Tan-tuz-kung or mat-work acrobatics, is practiced entirely on mats or a thick carpet, hence the name tan-tzu(literally carpet). Training includes somersaults, rolls, falls, leaps and vaults which are practiced on mats or carpets for the students' protection, much as gymnastic training on mats in the West. In Chinese Opera, the actors use highly practiced techniques, graceful and lively movements to express a host of thrilling dramatic emotions from mid-air movements, scurrying and leaping from roof-tops, vaulting over walls, falls and tumbles in battle-scenes, tripping and falling during journeys, riding winds and clouds, to the marvelous effects of the Monkey King, Sun Wu-kung, who traverses a hundred-and-eight-thousand li in a single somersault. The variety of such movements, their basic forms, are all rooted in fundamental movements. And yet often the actors develop myriad variations as a result of their particular physical endowments and hard work. And to serve the demands of the play, actors often sharpen the comical effects, exaggerate the sense of peril, in order to entice the audience who in turn return to watch the performances again and again. For this reasons these special techniques have assumed major importance in Chinese Opera. Not only plays of martial tales, but those of civil servants or romances too, rely much on them, hence mat-work acrobatics forms an important part of the curriculum.
Acrobatic work requires boldness tempered by caution, and physical agility. In practicing them from simple to complex steps, the curriculum assigns movements each week which conform to particular levels of difficulty. Only upon their satisfactory mastery can a student advance to the next grade level. Instructors must note the physical type and ability of each student and instruct accordingly; he must furthermore explain in detail the particular principles of each movement. In this way a systematic plan of progress may be followed. The traditional vice of withholding vital technical "secrets" from students is not to be tolerated in the new national academies.
Full recourse to theories and principles of physical exercise must be deployed in the process of training, in order to develop the students' potentials to the full. One must not be blindly excessive in one's demands and cause injuries to the students. As to the so-called special techniques and great stunts in the dramas, these should be demonstrated personally by the instructor, step by step, and arrived at through long-term practice. To force the students into form by way of cruel physical punishments is decidedly counter-productive and impermissible. Recent modern educational and teaching methods as well as scientific implements all help improve the training effect. We must make full use of such aids and aim to build the students' foundation first, and then expect development in skill and new variations in techniques. Once the student can fully grasp the emotional content of the dramas, and bring to them the results of his mat-work acrobatics in well-rounded performances, eliciting excitement and appreciation of the audience, we shall have made an enormous contribution to the development of traditional opera in modern China. In planning the eight-year curriculum in mat-work acrobatics, we have taken full cognizance of this point.
Acrobatic work requires boldness tempered by caution, and physical agility. In practicing them from simple to complex steps, the curriculum assigns movements each week which conform to particular levels of difficulty. Only upon their satisfactory mastery can a student advance to the next grade level. Instructors must note the physical type and ability of each student and instruct accordingly; he must furthermore explain in detail the particular principles of each movement. In this way a systematic plan of progress may be followed. The traditional vice of withholding vital technical "secrets" from students is not to be tolerated in the new national academies.
Full recourse to theories and principles of physical exercise must be deployed in the process of training, in order to develop the students' potentials to the full. One must not be blindly excessive in one's demands and cause injuries to the students. As to the so-called special techniques and great stunts in the dramas, these should be demonstrated personally by the instructor, step by step, and arrived at through long-term practice. To force the students into form by way of cruel physical punishments is decidedly counter-productive and impermissible. Recent modern educational and teaching methods as well as scientific implements all help improve the training effect. We must make full use of such aids and aim to build the students' foundation first, and then expect development in skill and new variations in techniques. Once the student can fully grasp the emotional content of the dramas, and bring to them the results of his mat-work acrobatics in well-rounded performances, eliciting excitement and appreciation of the audience, we shall have made an enormous contribution to the development of traditional opera in modern China. In planning the eight-year curriculum in mat-work acrobatics, we have taken full cognizance of this point.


WORK TO COMPLETE:
Start with the line that holds "This screenshot has". Please copy it and each remaining line below exactly, leaving pictures out.

INPUT DATA:
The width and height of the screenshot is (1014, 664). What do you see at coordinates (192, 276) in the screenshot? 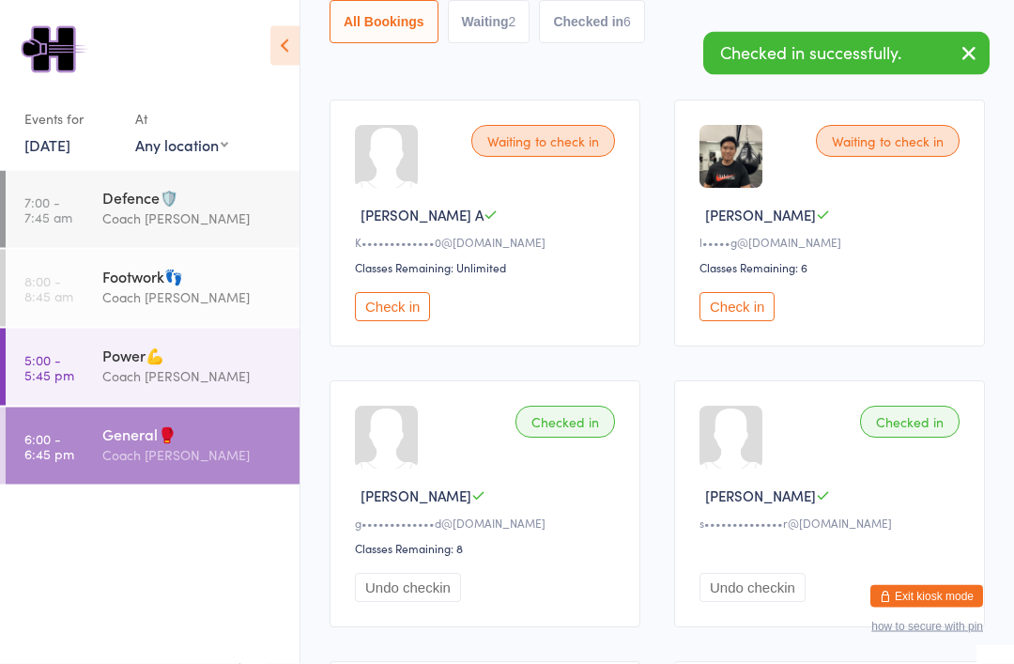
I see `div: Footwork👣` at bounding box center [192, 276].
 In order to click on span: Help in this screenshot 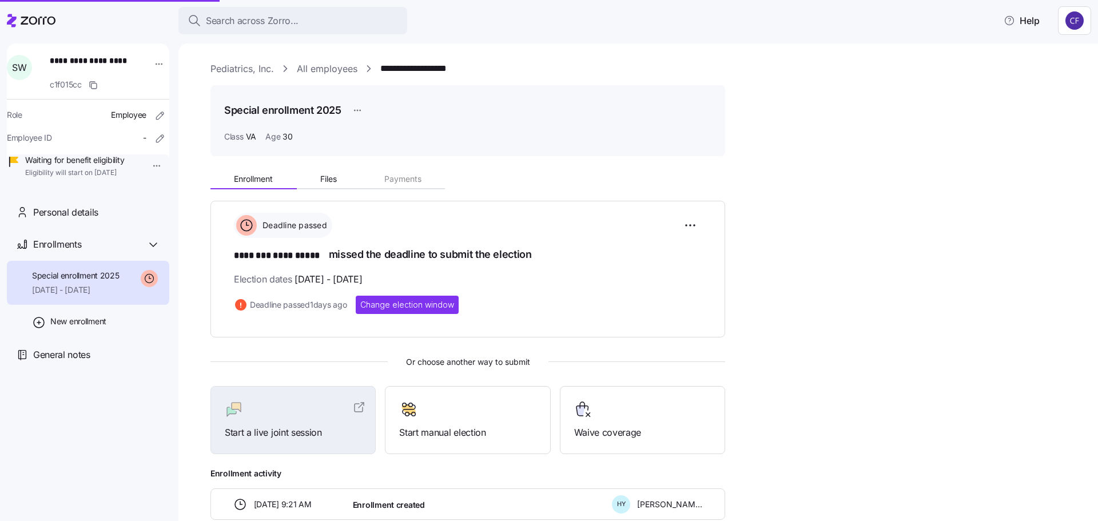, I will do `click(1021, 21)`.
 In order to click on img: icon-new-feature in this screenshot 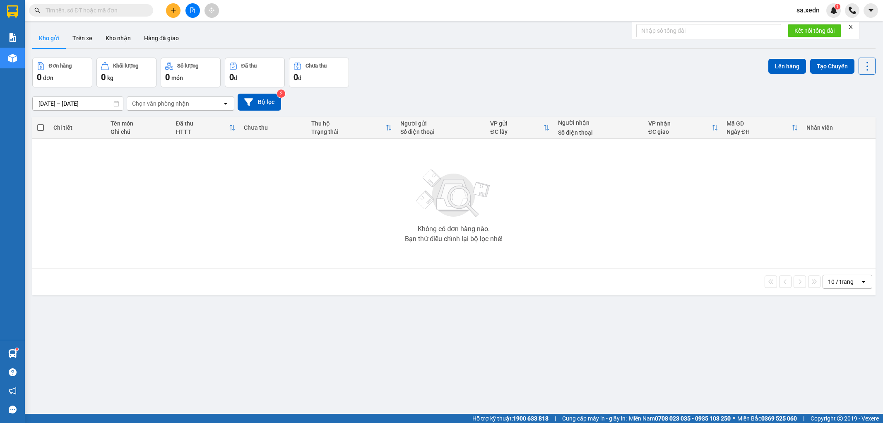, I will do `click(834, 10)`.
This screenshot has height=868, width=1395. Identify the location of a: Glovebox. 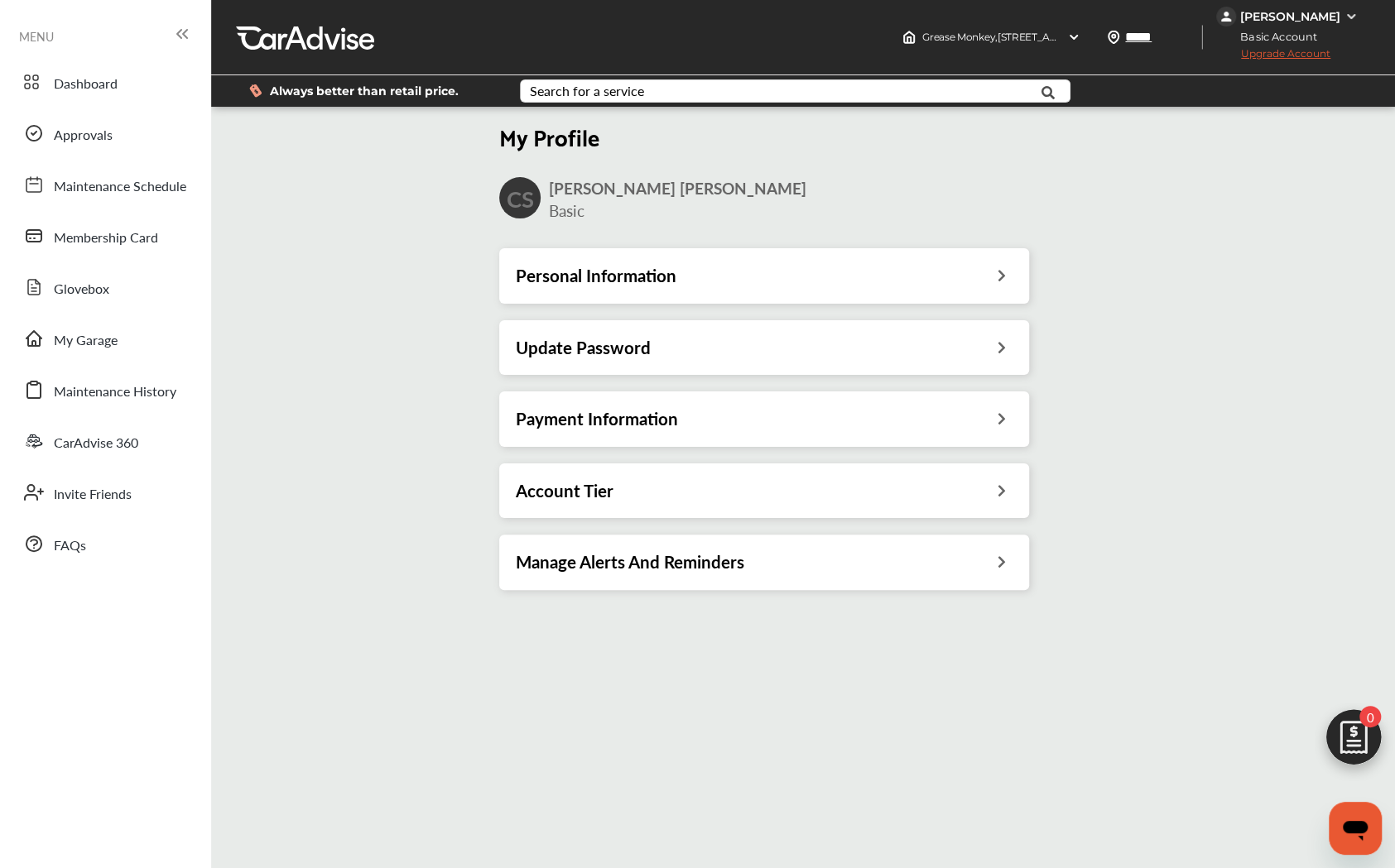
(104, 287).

EXERCISE SOLUTION:
This screenshot has height=868, width=1395. Identify the location of a: Glovebox. 
(104, 287).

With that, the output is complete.